The Repeating Lessons of our Past and Present
Originally born in London, England, I moved to Israel at the tender age of 14. I finished my education in an English program and although I still speak Hebrew with an interesting accent, moving here during my formative years has been the single most impressionable experience of my life. I am an Israeli who doesn’t sound like one. I sound English but having missed out on Secondary School, University and the club scene of London teenagers, don’t totally understand the culture. I have been incredibly lucky in life, I have travelled, lived on four continents and gained something from each of them.
I left South Africa in 1989 when I was pregnant with my eldest son. As my in-laws remained in Johannesburg, we returned for a visit every year and observed as the political climate slowly but inexorably changed. We were amongst the first of our friends to leave and although to us the changes on the street were blatantly obvious, our friends seemed completely oblivious to what was going on around them. As a Jew, I was surprised when one of my co-workers told me that one of her best friends was Jewish. I was shocked however, when I jokingly replied that one of my best friends was Christian and she was completely offended.
In 1991 I sat in my sealed room on a hilltop just outside Jerusalem. Along with many other Israeli’s, I forgot that first time to take the plug out of my gas mask and when I couldn’t breathe, wondered if Saddam had actually managed to gas us as he was threatening. Luckily, I took out the plug before any significant damage was done to my body, however mentally I found myself struggling to understand how a strip of duck tape over the door was going to save me and my 1 year old son from chemical rockets.
1995 I was back in London having a perfectly innocuous conversation across a shabbat lunch table, whilst in Israel they were in the midst of the second Intifada. As another upstanding member of the Northwest London Jewish Community explained why they would go to Israel if there was a war, I looked on in disbelief thinking that they didn’t have a clue. It’s so easy to make an impressive throwaway comment when you don’t understand the ramifications of what you are proposing.
I spent three years in the States in a wonderful community yet was amazed at how little people really knew about Israel. No, there aren’t camels in the streets, no, we don’t all live in substandard overcrowded buildings and yes, the water is safe to drink.

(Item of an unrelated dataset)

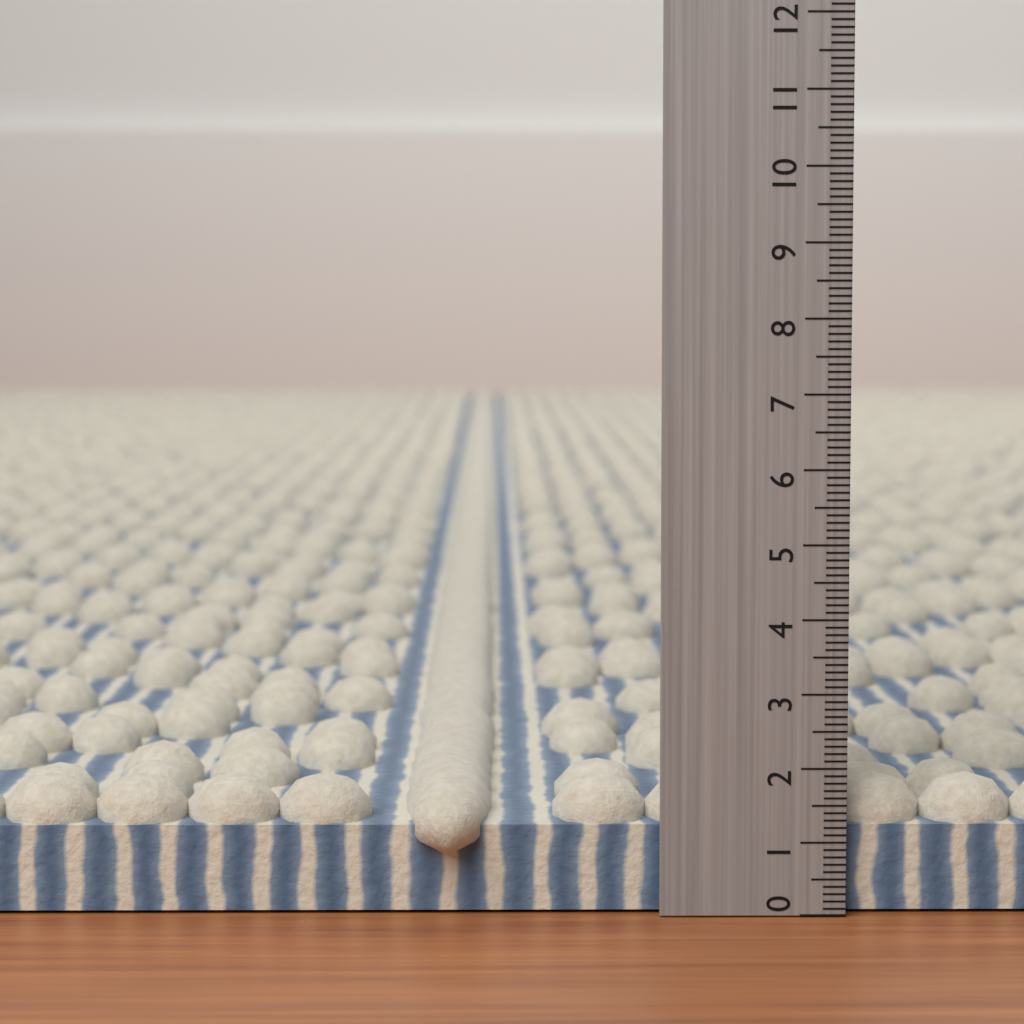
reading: 1.8 (no unit)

I found myself, twenty years an educator, teaching that Israel is a modern reality and Jews are just like you and I. One of the most popular classes I taught to my teen group was that media manipulation is very real and our modern day idols of materialism and money influence us to our core.
I have been honored to meet and listen to many Holocaust survivors over the years, however the last of the kindertransport children are fading, and as an educator I worry that we are becoming too far removed from our ever-repeating history. Anti-zionism is barely disguised anti-semitism and anti-semitism ensures that we will always need our home in Israel.
Just as the famous frog in global warming taught us, you need to be aware of your surroundings. In February this year Belgian Jews were asked to get off a train at Auschwitz and take a short shower whilst in May there was a shooting at the Jewish Museum of Belgium. An anti-semitic tweet was shared over 18000 times in Spain and in June the political party Golden Dawn sang neo-Nazi songs along with the salute and swastika flags in Rhodes. Last week in England there was a cartoon in The Independent newspaper that was blatantly anti-Israel and this week in Paris a mob laid siege to a synagogue effectively trapping over 200 congregants.
Three Jewish boys were kidnapped and killed and to the horror of the vast majority of Israelis and Jews worldwide, this was followed by the revenge killing of an Arab teenage boy. A young Jewish woman Shelly Dadon was murdered by an Israeli Arab taxi driver on her way to a job interview and suddenly we are back. Fighting a war that isn’t a war. An operation where hundreds of rockets are raining down on our cities.
There are no innocents in war. Despite being biased and patriotic I don’t presume for a moment to believe all is black and white. Our government has it’s issues as do most governments and our politicians have their share of dishonor. Our soldiers do their best whilst mistakes are made, the hated phrase disproportionate force is bandied around. Yet as I sit here, stressed and tense, wondering when the next siren will go off, I have never been so sure of anything in my life as this. Israel is where I belong. Israel is where I need to be. Israel is where I want to be.